Cereal Chem 53:678 - 682. | VIEW
ARTICLE
Effect of Substituting Glucose for Sucrose in Baked, Wheat-Flour Based Diets on Growth and Liver Composition of Rats.
D. R. Landes and J. Miller. Copyright 1976 by the American Association of Cereal Chemists, Inc.
Weanling rats were fed diets containing 20% sugar in the form of sucrose or glucose or combinations of the two. The dry ingredients, including wheat flour, soybean flour, nonfat milk solids, oil, minerals, vitamins, baking powder, and sugar were mixed with water and baked. After baking, the diets were lyophilized, ground, and fed ad libitum to the animals. Significant reductions in weight gain and feed efficiency were observed in the animals receiving the diet containing as little as 5% glucose. Further substitution of glucose for sucrose in the diets resulted in decreased size and number of hepatic cells and increased concentration of lipid in the liver. These results indicate that substitution of glucose for sucrose had significant detrimental effects on the nutritional quality of this wheat-flour based diet. It is possible that nutritional quality of some food products may be jeopardized (without organoleptic or functional properties being noticeably affected) by substitution of small quantities of less expensive corn-derived sweeteners for sucrose.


### ABOUT THIS TASK
Pick out the lines in the listing below that contain the word "Finish" and copy them.

- - -

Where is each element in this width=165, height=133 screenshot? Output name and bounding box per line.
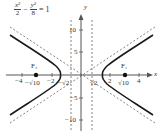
y-axis-arrow-icon <box>79 14 84 20</box>
x-label-neg-sqrt10: −√10 <box>25 80 40 87</box>
fraction-y: y² 8 <box>30 2 37 17</box>
x-tick-2: 2 <box>108 78 112 85</box>
y-tick-5: 5 <box>74 49 78 56</box>
y-tick-10: 10 <box>69 27 76 34</box>
x-tick-neg4: −4 <box>15 78 22 85</box>
focus-f1-label: F₁ <box>121 63 127 70</box>
x-axis-arrow-icon <box>147 73 153 78</box>
x-label-neg-sqrt2: −√2 <box>58 80 69 87</box>
focus-f2-point <box>34 73 38 77</box>
equation-label: x² 2 − y² 8 = 1 <box>14 2 49 17</box>
focus-f1-point <box>123 73 127 77</box>
x-label-sqrt2: √2 <box>90 80 97 87</box>
y-tick-neg5: −5 <box>70 95 77 102</box>
y-axis-label: y <box>84 4 87 11</box>
y-tick-neg10: −10 <box>65 117 76 124</box>
x-tick-neg2: −2 <box>47 78 54 85</box>
focus-f2-label: F₂ <box>31 63 37 70</box>
x-tick-4: 4 <box>137 78 141 85</box>
x-label-sqrt10: √10 <box>118 80 129 87</box>
fraction-x: x² 2 <box>14 2 21 17</box>
x-axis-label: x <box>154 71 157 78</box>
hyperbola-diagram <box>0 0 165 133</box>
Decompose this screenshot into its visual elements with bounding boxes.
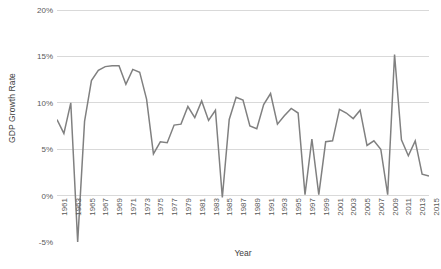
x-tick-label: 1987 [239, 198, 248, 216]
x-tick-label: 1961 [60, 198, 69, 216]
x-tick-label: 1999 [322, 198, 331, 216]
y-tick-label: 5% [22, 145, 53, 154]
x-tick-label: 2011 [404, 198, 413, 215]
x-tick-label: 2001 [336, 198, 345, 216]
x-tick-label: 1971 [129, 198, 138, 216]
x-tick-label: 2013 [418, 198, 427, 216]
x-tick-label: 1989 [253, 198, 262, 216]
x-tick-label: 2009 [391, 198, 400, 216]
y-tick-label: 10% [22, 98, 53, 107]
y-axis-tick-labels: 20%15%10%5%0%-5% [22, 0, 53, 269]
x-tick-label: 1981 [198, 198, 207, 216]
x-tick-label: 1965 [88, 198, 97, 216]
y-axis-title: GDP Growth Rate [0, 0, 24, 215]
x-tick-label: 2007 [377, 198, 386, 216]
y-tick-label: -5% [22, 238, 53, 247]
x-tick-label: 1995 [294, 198, 303, 216]
x-tick-label: 2005 [363, 198, 372, 216]
x-axis-tick-labels: 1961196319651967196919711973197519771979… [57, 198, 429, 246]
x-tick-label: 1979 [184, 198, 193, 216]
x-tick-label: 1993 [280, 198, 289, 216]
x-axis-title: Year [57, 248, 429, 258]
x-tick-label: 1969 [115, 198, 124, 216]
x-tick-label: 2003 [349, 198, 358, 216]
x-tick-label: 2015 [432, 198, 441, 216]
x-tick-label: 1977 [170, 198, 179, 216]
x-tick-label: 1983 [212, 198, 221, 216]
y-tick-label: 0% [22, 191, 53, 200]
x-tick-label: 1991 [267, 198, 276, 216]
x-tick-label: 1967 [101, 198, 110, 216]
x-tick-label: 1963 [74, 198, 83, 216]
y-tick-label: 15% [22, 52, 53, 61]
x-tick-label: 1985 [225, 198, 234, 216]
y-axis-title-label: GDP Growth Rate [7, 73, 17, 143]
x-tick-label: 1997 [308, 198, 317, 216]
x-tick-label: 1973 [143, 198, 152, 216]
x-tick-label: 1975 [156, 198, 165, 216]
y-tick-label: 20% [22, 6, 53, 15]
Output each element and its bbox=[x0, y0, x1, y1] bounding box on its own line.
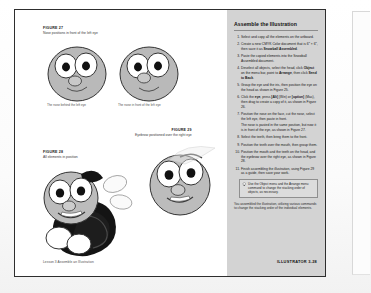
step-text: . bbox=[253, 76, 254, 80]
step-text: Position the teeth over the mouth, then … bbox=[241, 143, 317, 147]
assembly-steps-list: 1.Select and copy all the elements on th… bbox=[234, 35, 318, 176]
figure-27-label: FIGURE 27 bbox=[43, 26, 98, 30]
assembly-step: 10.Position the mouth and the teeth on t… bbox=[234, 150, 318, 164]
sidebar-title: Assemble the Illustration bbox=[234, 21, 318, 31]
step-text: Position the nose on the face, cut the n… bbox=[241, 112, 315, 121]
step-number: 1. bbox=[234, 35, 240, 40]
step-text: , press bbox=[260, 95, 271, 99]
snowball-head-nose-behind bbox=[39, 38, 115, 104]
step-number: 11. bbox=[234, 167, 240, 172]
figure-28-caption: All elements in position bbox=[43, 155, 78, 159]
step-text: Finish assembling the illustration, usin… bbox=[241, 167, 314, 176]
step-text: (Win) or bbox=[278, 95, 292, 99]
step-number: 3. bbox=[234, 54, 240, 59]
assembly-step: 8.Select the teeth, then bring them to t… bbox=[234, 135, 318, 140]
assembly-step: 2.Create a new CMYK Color document that … bbox=[234, 42, 318, 51]
step-number: 2. bbox=[234, 42, 240, 47]
step-text: , then click bbox=[292, 71, 309, 75]
scanned-page-image: FIGURE 27 Nose positions in front of the… bbox=[0, 0, 371, 293]
step-text: Position the mouth and the teeth on the … bbox=[241, 150, 316, 163]
step-number: 5. bbox=[234, 83, 240, 88]
assembly-step: 1.Select and copy all the elements on th… bbox=[234, 35, 318, 40]
figure-28-caption-block: FIGURE 28 All elements in position bbox=[43, 150, 78, 160]
sidebar-closing-text: You assembled the illustration, utilizin… bbox=[234, 202, 318, 211]
figure-27-caption: Nose positions in front of the left eye bbox=[43, 31, 98, 35]
instructions-sidebar: Assemble the Illustration 1.Select and c… bbox=[227, 10, 325, 276]
step-emphasis: [Alt] bbox=[271, 95, 278, 99]
step-number: 4. bbox=[234, 66, 240, 71]
figure-29-caption: Eyebrow positioned over the right eye bbox=[135, 133, 192, 137]
sidebar-content: Assemble the Illustration 1.Select and c… bbox=[234, 21, 318, 211]
snowball-head-nose-in-front bbox=[111, 38, 187, 104]
assembly-step: 4.Deselect all objects, select the head,… bbox=[234, 66, 318, 80]
assembly-step: 6.Click the eye, press [Alt] (Win) or [o… bbox=[234, 95, 318, 109]
figure-29-caption-block: FIGURE 29 Eyebrow positioned over the ri… bbox=[135, 128, 192, 138]
step-text: Click the bbox=[241, 95, 255, 99]
partial-shape-sketch bbox=[165, 138, 221, 168]
lightbulb-icon bbox=[242, 182, 247, 187]
figure-29-label: FIGURE 29 bbox=[135, 128, 192, 132]
textbook-page: FIGURE 27 Nose positions in front of the… bbox=[14, 9, 326, 277]
figure-27-sub-caption-left: The nose behind the left eye bbox=[47, 103, 99, 107]
step-text: . bbox=[297, 47, 298, 51]
step-emphasis: [option] bbox=[292, 95, 304, 99]
page-footer-right: ILLUSTRATOR 3-28 bbox=[277, 259, 317, 264]
step-text: Select the teeth, then bring them to the… bbox=[241, 135, 307, 139]
step-number: 6. bbox=[234, 95, 240, 100]
step-number: 8. bbox=[234, 135, 240, 140]
step-text: Select and copy all the elements on the … bbox=[241, 35, 314, 39]
tip-callout: Use the Object menu and the Arrange menu… bbox=[239, 179, 318, 198]
assembly-step: 7.Position the nose on the face, cut the… bbox=[234, 112, 318, 133]
bee-character-illustration bbox=[29, 162, 137, 262]
assembly-step: 9.Position the teeth over the mouth, the… bbox=[234, 143, 318, 148]
page-footer-left: Lesson 3 Assemble an Illustration bbox=[43, 260, 94, 264]
adjacent-page-edge bbox=[352, 11, 370, 275]
figure-27-sub-caption-right: The nose in front of the left eye bbox=[118, 103, 170, 107]
step-text: Deselect all objects, select the head, c… bbox=[241, 66, 304, 70]
left-figure-column: FIGURE 27 Nose positions in front of the… bbox=[15, 10, 226, 276]
step-text: The nose is pasted in the same position,… bbox=[241, 123, 318, 132]
assembly-step: 5.Group the eye and the iris, then posit… bbox=[234, 83, 318, 92]
step-number: 9. bbox=[234, 143, 240, 148]
step-emphasis: Arrange bbox=[279, 71, 292, 75]
step-emphasis: Snowball Assembled bbox=[264, 47, 297, 51]
step-text: on the menu bar, point to bbox=[241, 71, 279, 75]
step-number: 10. bbox=[234, 150, 240, 155]
assembly-step: 11.Finish assembling the illustration, u… bbox=[234, 167, 318, 176]
assembly-step: 3.Paste the copied elements into the Sno… bbox=[234, 54, 318, 63]
tip-text: Use the Object menu and the Arrange menu… bbox=[248, 182, 309, 195]
step-emphasis: Object bbox=[304, 66, 314, 70]
figure-28-label: FIGURE 28 bbox=[43, 150, 78, 154]
step-text: Paste the copied elements into the Snowb… bbox=[241, 54, 307, 63]
step-text: Group the eye and the iris, then positio… bbox=[241, 83, 317, 92]
figure-27-caption-block: FIGURE 27 Nose positions in front of the… bbox=[43, 26, 98, 36]
step-number: 7. bbox=[234, 112, 240, 117]
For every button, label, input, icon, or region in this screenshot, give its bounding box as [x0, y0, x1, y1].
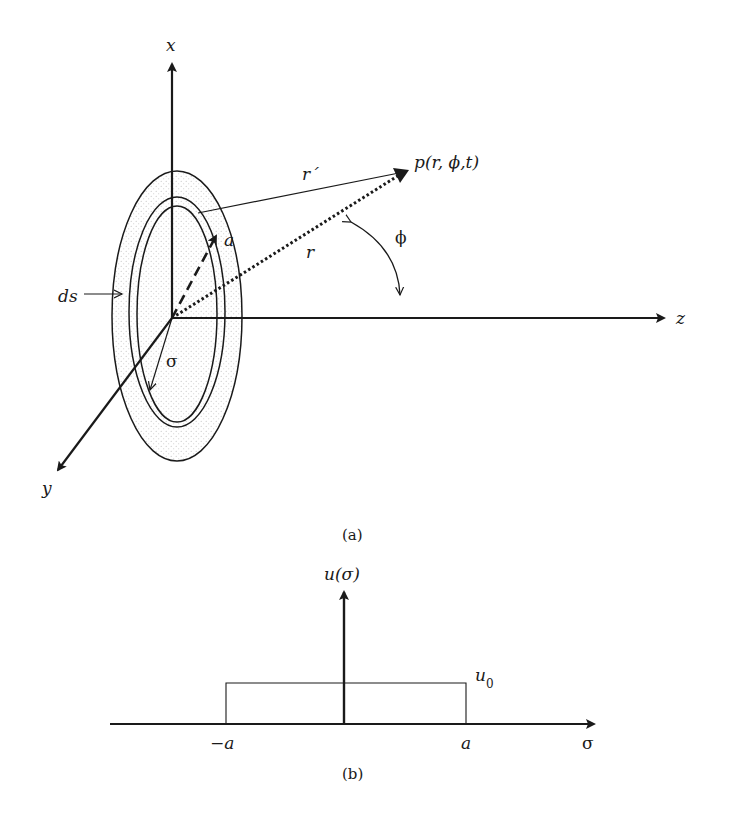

- - -

### WRITTEN ANSWER
step-text: Finish assembling the illustration, usin… bbox=[241, 167, 314, 176]
assembly-step: 11.Finish assembling the illustration, u… bbox=[234, 167, 318, 176]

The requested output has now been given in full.